So, the other week I found out that a client I work with is a Holocaust survivor.
She's short and in her 90s and I'd known her a bit from different shifts, and she mentioned something about her (Hungarian) husband's past at one point when we were chit-chatting, and so I asked her how they met.
"I was in the Holocaust," she began, "And I lost all my family."
And, that's how the story started.
After she got out of the concentration camp, she didn't know what to do, she was all alone, but she knew of some distant relatives in Budapest, and so she wrote them, telling them what happened, and that she didn't have anyone.
Her husband knew them and heard of her through them, and he had lost all of his family, too.
"I would like to write that girl," he said, and so he got permission from her relatives and her address and they began writing, and they wrote and they wrote and they wrote and they wrote and shared everything with one another, and they "truly understood one other," and at one point he shared a photograph, and he proposed marriage and she accepted, and then he went to meet her in Paris, where she had ended up on her way to the United States.

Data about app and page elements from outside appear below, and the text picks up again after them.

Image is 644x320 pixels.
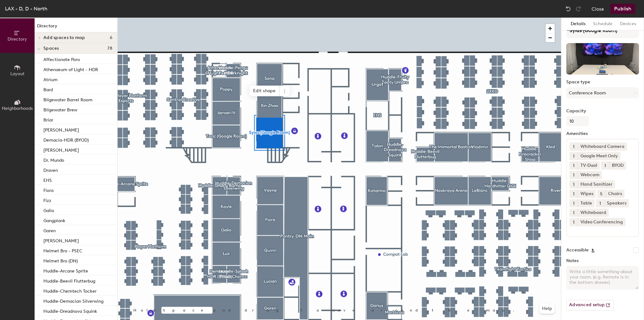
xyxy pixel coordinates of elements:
span: Edit shape [249,86,280,96]
p: [PERSON_NAME] [43,236,79,243]
p: Briar [43,116,53,123]
button: 1 [569,152,577,160]
span: Directory [8,36,27,42]
span: 1 [573,210,574,216]
img: Redo [575,6,581,12]
button: 1 [595,199,604,207]
label: Notes [566,258,639,264]
p: EHS [43,176,52,183]
button: 1 [569,190,577,198]
label: Space type [566,80,639,84]
img: Undo [565,6,571,12]
div: Hand Sanitizer [577,180,615,188]
button: 1 [569,199,577,207]
div: LAX - D, D - North [5,5,47,12]
button: 1 [569,180,577,188]
div: Speakers [604,199,628,207]
button: 1 [569,143,577,151]
span: Layout [10,71,25,77]
div: Google Meet Only [577,152,620,160]
button: 1 [569,208,577,217]
p: Bilgewater Barrel Room [43,95,92,103]
img: The space named Sylas (Google Room) [566,43,639,75]
p: Fiora [43,186,53,193]
button: 1 [569,162,577,169]
div: Video Conferencing [577,218,625,226]
button: Details [567,18,589,31]
p: Helmet Bro (DN) [43,256,78,264]
p: Dr. Mundo [43,156,64,163]
span: 6 [110,35,112,40]
p: Draven [43,166,58,173]
div: TV-Dual [577,162,599,169]
button: Publish [610,4,635,14]
div: Webcam [577,171,602,179]
span: 1 [573,153,574,160]
h1: Directory [34,23,117,32]
span: 1 [573,162,574,169]
button: 1 [601,162,609,169]
span: 1 [573,181,574,188]
label: Accessible [566,247,588,252]
div: Table [577,199,595,207]
button: Devices [616,18,639,31]
button: Help [540,304,555,314]
button: Advanced setup [566,300,614,310]
span: 1 [573,191,574,197]
div: Chairs [605,190,625,198]
p: Helmet Bro - PSEC [43,246,82,254]
span: Neighborhoods [2,106,32,111]
p: Atrium [43,75,58,82]
p: Huddle-Chemtech Tocker [43,287,97,294]
p: Athenaeum of Light - HDR [43,65,98,72]
p: Garen [43,226,56,234]
span: 1 [573,172,574,178]
p: Huddle-Beevil Flutterbug [43,277,95,284]
p: [PERSON_NAME] [43,145,79,153]
label: Amenities [566,131,639,136]
p: Huddle-Dreadnova Squink [43,307,97,314]
p: Demacia-HDR (BYOD) [43,136,89,143]
span: 1 [573,143,574,150]
p: Huddle-Demacian Silverwing [43,297,103,304]
div: Wipes [577,190,595,198]
p: Galio [43,206,54,214]
span: 78 [107,46,112,51]
button: 1 [569,218,577,226]
span: 1 [599,200,601,206]
span: Spaces [43,46,59,51]
p: Bilgewater Brew [43,105,77,113]
span: 1 [573,200,574,206]
button: Close [591,4,604,14]
div: BYOD [609,162,626,169]
span: 1 [604,162,606,169]
p: Affectionate Poro [43,55,80,62]
div: Whiteboard Camera [577,143,626,151]
p: Fizz [43,196,51,203]
span: Add spaces to map [43,35,85,40]
label: Capacity [566,108,639,114]
button: 5 [597,190,605,198]
p: Bard [43,85,53,92]
span: 1 [573,219,574,226]
p: Gangplank [43,216,66,223]
div: Whiteboard [577,208,608,217]
button: Conference Room [566,87,639,99]
button: 1 [569,171,577,179]
p: [PERSON_NAME] [43,125,79,133]
button: Schedule [589,18,616,31]
p: Huddle-Arcane Sprite [43,267,88,274]
span: 5 [600,191,602,197]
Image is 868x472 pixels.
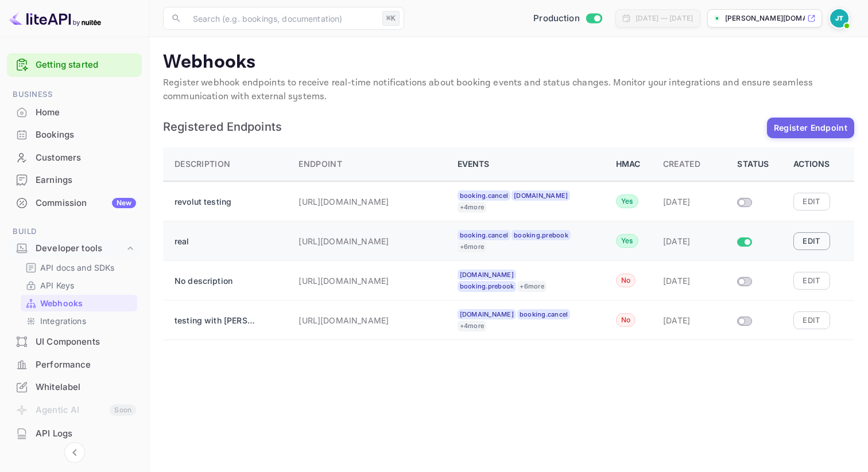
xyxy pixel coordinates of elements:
div: CommissionNew [7,192,141,215]
img: LiteAPI logo [9,9,101,28]
div: [DOMAIN_NAME] [511,190,570,201]
p: [URL][DOMAIN_NAME] [299,275,413,287]
p: [URL][DOMAIN_NAME] [299,196,413,208]
div: + 6 more [457,242,487,253]
span: Registered Endpoints [163,121,761,133]
div: Status [737,157,779,171]
p: testing with [PERSON_NAME] and [PERSON_NAME] [175,314,261,326]
a: Performance [7,354,141,375]
p: Webhooks [40,297,83,309]
div: Yes [616,194,638,208]
span: [DATE] [663,236,690,246]
span: Security [7,456,141,469]
button: Sort [658,153,705,175]
p: API docs and SDKs [40,261,115,274]
a: API Logs [7,423,141,444]
button: Sort [294,153,346,175]
p: No description [175,275,261,287]
div: [DOMAIN_NAME] [457,270,516,280]
button: Sort [170,153,235,175]
p: Register webhook endpoints to receive real-time notifications about booking events and status cha... [163,77,854,104]
div: Earnings [36,174,136,187]
div: Whitelabel [36,381,136,394]
a: UI Components [7,331,141,352]
a: CommissionNew [7,192,141,213]
div: booking.prebook [511,230,570,241]
p: Integrations [40,315,86,327]
div: Bookings [36,129,136,141]
div: + 6 more [517,281,547,292]
div: booking.cancel [517,309,570,320]
div: Whitelabel [7,376,141,399]
span: [DATE] [663,197,690,207]
div: HMAC [616,157,649,171]
div: Performance [36,358,136,372]
div: No [616,274,636,287]
button: Edit [793,232,830,249]
div: [DOMAIN_NAME] [457,309,516,320]
div: API Logs [36,427,136,440]
a: Whitelabel [7,376,141,398]
div: Created [663,157,701,171]
input: Search (e.g. bookings, documentation) [186,7,378,30]
div: ⌘K [382,11,400,26]
div: Home [7,102,141,124]
div: Customers [36,152,136,165]
div: Performance [7,354,141,376]
button: Collapse navigation [64,442,85,463]
div: booking.prebook [457,281,517,292]
p: real [175,235,261,247]
div: Earnings [7,169,141,192]
a: Earnings [7,169,141,190]
div: Actions [793,157,843,171]
div: UI Components [7,331,141,354]
div: Description [175,157,230,171]
div: UI Components [36,335,136,349]
button: Register Endpoint [767,118,854,138]
span: Business [7,88,141,101]
div: Events [457,157,602,171]
div: Switch to Sandbox mode [528,12,606,25]
div: Yes [616,234,638,248]
div: + 4 more [457,320,487,332]
div: booking.cancel [457,190,511,201]
div: Developer tools [7,238,141,259]
div: Bookings [7,124,141,146]
button: Edit [793,312,830,328]
span: [DATE] [663,276,690,286]
p: [PERSON_NAME][DOMAIN_NAME]... [725,13,805,24]
div: Home [36,106,136,119]
span: Production [533,12,580,25]
a: Bookings [7,124,141,145]
div: Getting started [7,54,141,77]
p: Webhooks [163,51,854,74]
div: New [112,198,136,208]
p: API Keys [40,279,74,291]
div: booking.cancel [457,230,511,241]
span: [DATE] [663,316,690,325]
div: No [616,313,636,327]
img: Julian Tabaku [830,9,848,28]
button: Edit [793,272,830,289]
a: Integrations [25,315,133,327]
div: Endpoint [299,157,341,171]
button: Edit [793,193,830,210]
p: revolut testing [175,196,261,208]
div: [DATE] — [DATE] [635,13,693,24]
p: [URL][DOMAIN_NAME] [299,314,413,326]
div: Customers [7,147,141,169]
p: [URL][DOMAIN_NAME] [299,235,413,247]
div: API docs and SDKs [21,259,137,276]
div: Developer tools [36,242,125,255]
div: Commission [36,197,136,210]
a: Getting started [36,58,136,72]
span: Build [7,226,141,238]
div: Integrations [21,313,137,329]
a: Home [7,102,141,123]
div: API Logs [7,423,141,445]
a: Customers [7,147,141,168]
a: API docs and SDKs [25,261,133,274]
a: API Keys [25,279,133,291]
div: API Keys [21,277,137,294]
a: Webhooks [25,297,133,309]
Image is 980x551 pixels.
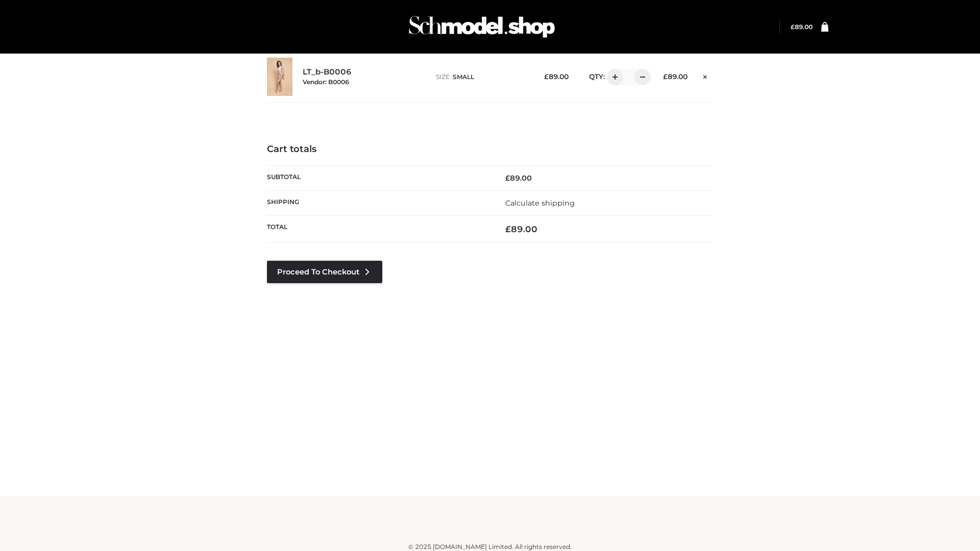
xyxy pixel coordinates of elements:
bdi: 89.00 [663,73,688,81]
span: £ [506,224,511,234]
th: Subtotal [267,166,490,190]
span: £ [663,73,668,81]
a: LT_b-B0006 [303,68,352,77]
span: £ [791,23,795,30]
bdi: 89.00 [791,23,813,30]
a: Remove this item [698,69,713,82]
th: Shipping [267,190,490,216]
bdi: 89.00 [506,224,538,234]
span: £ [544,73,549,81]
p: size : [436,73,528,81]
a: Calculate shipping [506,198,575,208]
th: Total [267,216,490,243]
img: Schmodel Admin 964 [405,7,559,47]
div: QTY: [579,69,647,85]
img: LT_b-B0006 - SMALL [267,57,293,96]
a: £89.00 [791,23,813,30]
small: Vendor: B0006 [303,78,349,86]
span: £ [506,174,510,183]
bdi: 89.00 [544,73,569,81]
a: Proceed to Checkout [267,261,382,283]
bdi: 89.00 [506,174,532,183]
span: SMALL [453,73,474,81]
h4: Cart totals [267,144,713,155]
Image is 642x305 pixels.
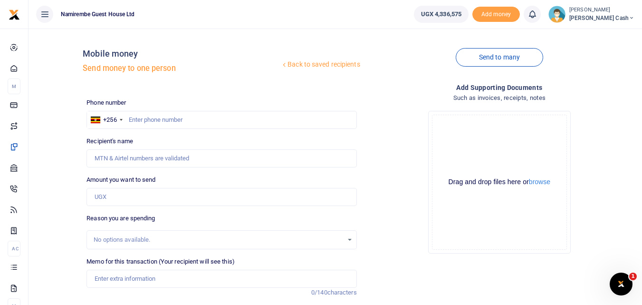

"So where did you meet him for the first time?", I was like.
"At the train station," she was like.
"But how did you find each other?", I was like.
"We wrote and agreed to wear something and the other knew," she was like. "I had a dress and I wrote him, and that day I put on that dress. He wrote me, he will wear a dark grey coat, and a carnation."
Then, she was like, "That day, I saw a man in a dark grey coat and a red carnation, and it was far, but he was so ugly. I was upset, but I told myself, 'He is beautiful, and you can learn to love him.' And I waved, and he waved, and I came closer, and he was so ugly...
"Then, out from behind him stepped another man, in a dark grey coat and a carnation, and it was [her husband's name], and that is the first time I saw him."
Then, her husband said they would go to the visa office, and they talked to the officials and he got her an extension, and they stayed in Paris for two weeks "and that was our honeymoon."
Through a Jewish charity group, they stayed in an awful boarding house and had one meal a day, "and we were as poor as church mice, and so happy," she said.